From Monkey Charm
"The Freedom Fighters have been employed in an effort to interdict arms smuggling to the communist guerrillas in El Salvador, as well as to halt any destabilization efforts against the democratically elected governments of Central America and the Caribbean. We favor a toughening of U.S. policy in the region, including, but not limited to, an escalation of military pressure of all kinds, using overflights, various naval interdictions, and lots of military exercises."
-Ronald Wilson Reagan, 40th President of the United States of America
Conquistador Beach.

Alex Ferraro wanted to breathe. Inhaling the rancid-bloom fragrance of jungle swept in by the Caribbean trade winds, the healing oxygen soothed him. Dunes rose behind like creeping iguanas clinging to this sun-baked, wind-blown, rain-soaked paradise. Foamy waves splashed into sand, the humid haze slowed scraggly-bearded Alex, as he trudged past children attracted like flies to the tall invader in black boots and khakis. He wanted to breathe in every minute of the wild beach and happy children who showed him sea grapes to eat, but his employer-benefactor, John Blakemore, waited at the nearby cantina. What he really needed to do was find a cargo boat heading down the Honduran coast to La Moskitia.

Alex was not running from the law, per se, just places with too many laws, people, noise.
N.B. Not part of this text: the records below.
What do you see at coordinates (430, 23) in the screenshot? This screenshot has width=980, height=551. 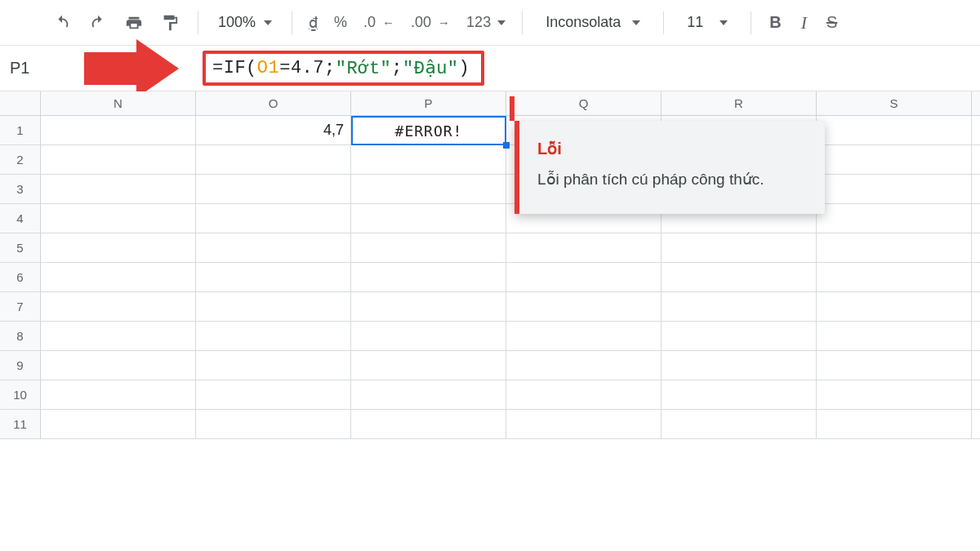 I see `increase-decimal-button: .00→` at bounding box center [430, 23].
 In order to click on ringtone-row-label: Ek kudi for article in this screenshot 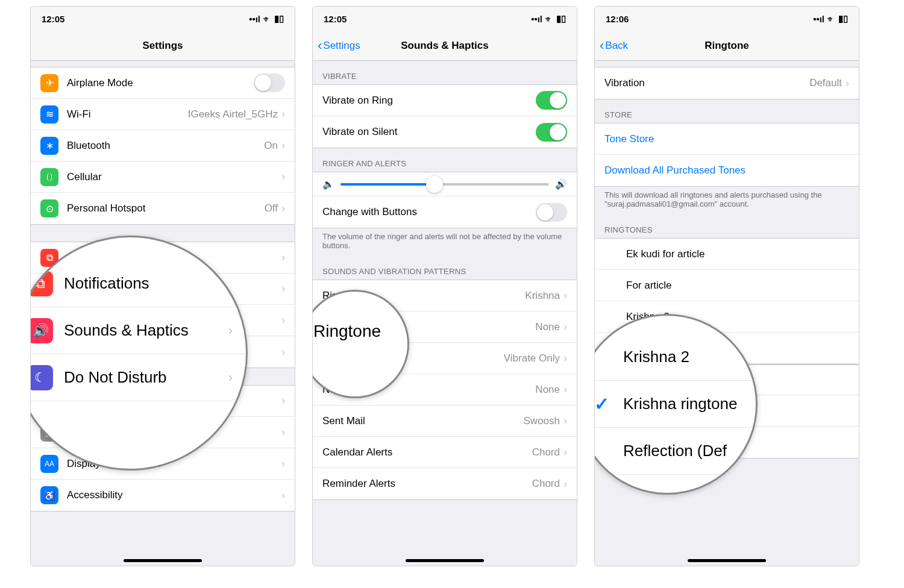, I will do `click(738, 254)`.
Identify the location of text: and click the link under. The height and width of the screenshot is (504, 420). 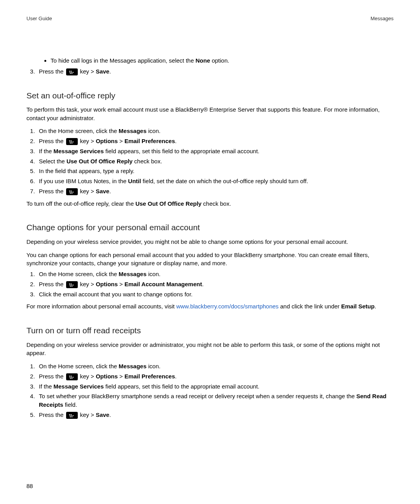
(310, 306).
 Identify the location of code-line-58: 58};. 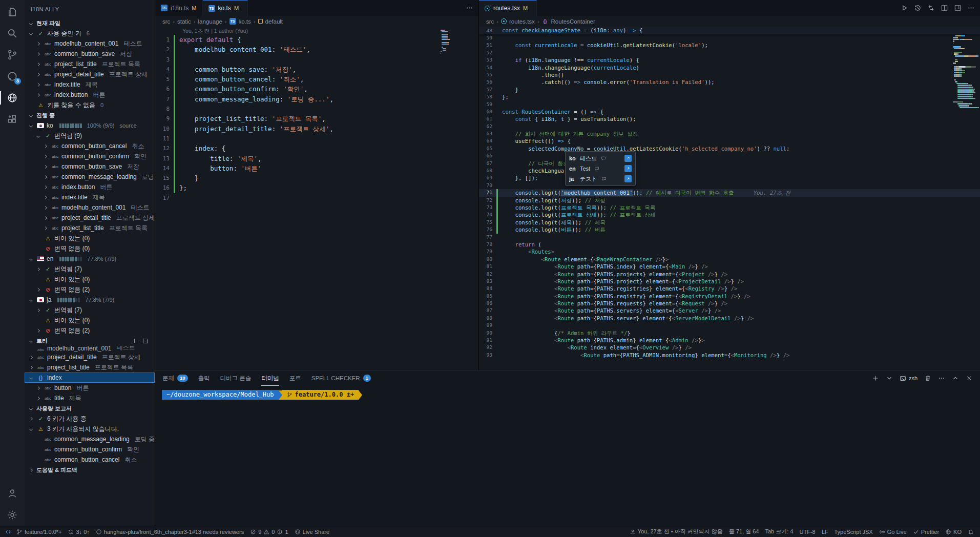
(729, 97).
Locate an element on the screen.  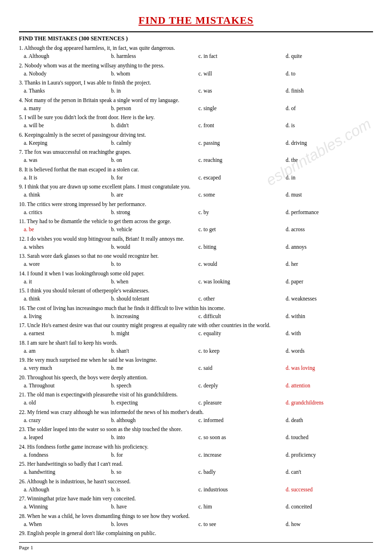
option-item: c. would is located at coordinates (242, 264).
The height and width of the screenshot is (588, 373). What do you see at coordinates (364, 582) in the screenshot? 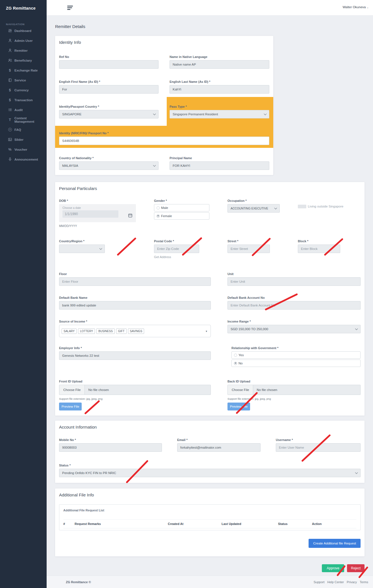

He would live in the forest, find a landscape without roads, without electricity, just a village. The Miskitu people, according to his map, lived in a land of rivers and lagoons, rainforests and savannas, no cities, and that would be just fine. Squawking black birds thronged the coconut palms, making a joyous, peaceful music. The cocos swayed in the breeze over thatched champa huts where fried fish and beer were peddled to tourists. Alex entered the biggest one, gringo-owned, looking past the stuffed marlin and a stretched jaguar pelt displayed on bamboo poles. Old Blakemore in rumpled khaki, relaxed under the palm-frond roof shading lounge-chairs and hammocks. The beat of reggaeton thumped from a juke box. Alex Ferraro could do this jungle anarchy.

"Hey, John."

John Blakemore, mid-fifties and badass ruddy-faced, rotund from rich food and enjoying life, turned from his wooden recline, self-fanning, having a Flor de Cana rum straight. In the middle of a word with the restaurant proprietor, he motioned for Alex to wait. "Do you want to eat?" he asked and Alex declined. The view stretched eastward along the Bay of Triunfo, a serene green-blue terminanting at the peninsula of Puerto de la Plata, where Columbus said the first mass on Central American soil in 1502.  Last night's deluge left the air so sparkling one might see clear across the Caribbean to New Orleans, but the Dole port built by the US military blocked the view, where a Polish container ship loaded banana, pineapple, and African palm oil.

The proprietor stepped into the kitchen with his order and Blakemore, executor of a Providence family real estate concern, without so much as a hello, handed Alex a check.  "If you do your job right, we will open up the entire coast of La Moskitia for ecotourism, for seekers to learn and study with the Miskitu.  It's exciting..."

Paranoid Alex glanced around to ensure no one watched. Just down the hill from the oldest town in Honduras, no ancient buildings remained as pirates sacked and burned the grandiose visions the Spaniards had for a new society.  They even shot the freebooter William Walker here, leaving his dream of a new gringo colony to the red soil worms of the Triunfiano cemetery.  Why did Alex have to accept the job?  He came to Central America to escape the life-debacle back home in Boston, good-bye to suit-wearing, train-riding, clack-a-clack-a-clack. After six months of unemployment and weeks on the road since Mexico, he only wanted to find a small village and learn to live without.  How long can someone subsist on no money?  Not long: ecotourism sounded like something he could do.

"I don't know about this..." Alex said to Blakemore.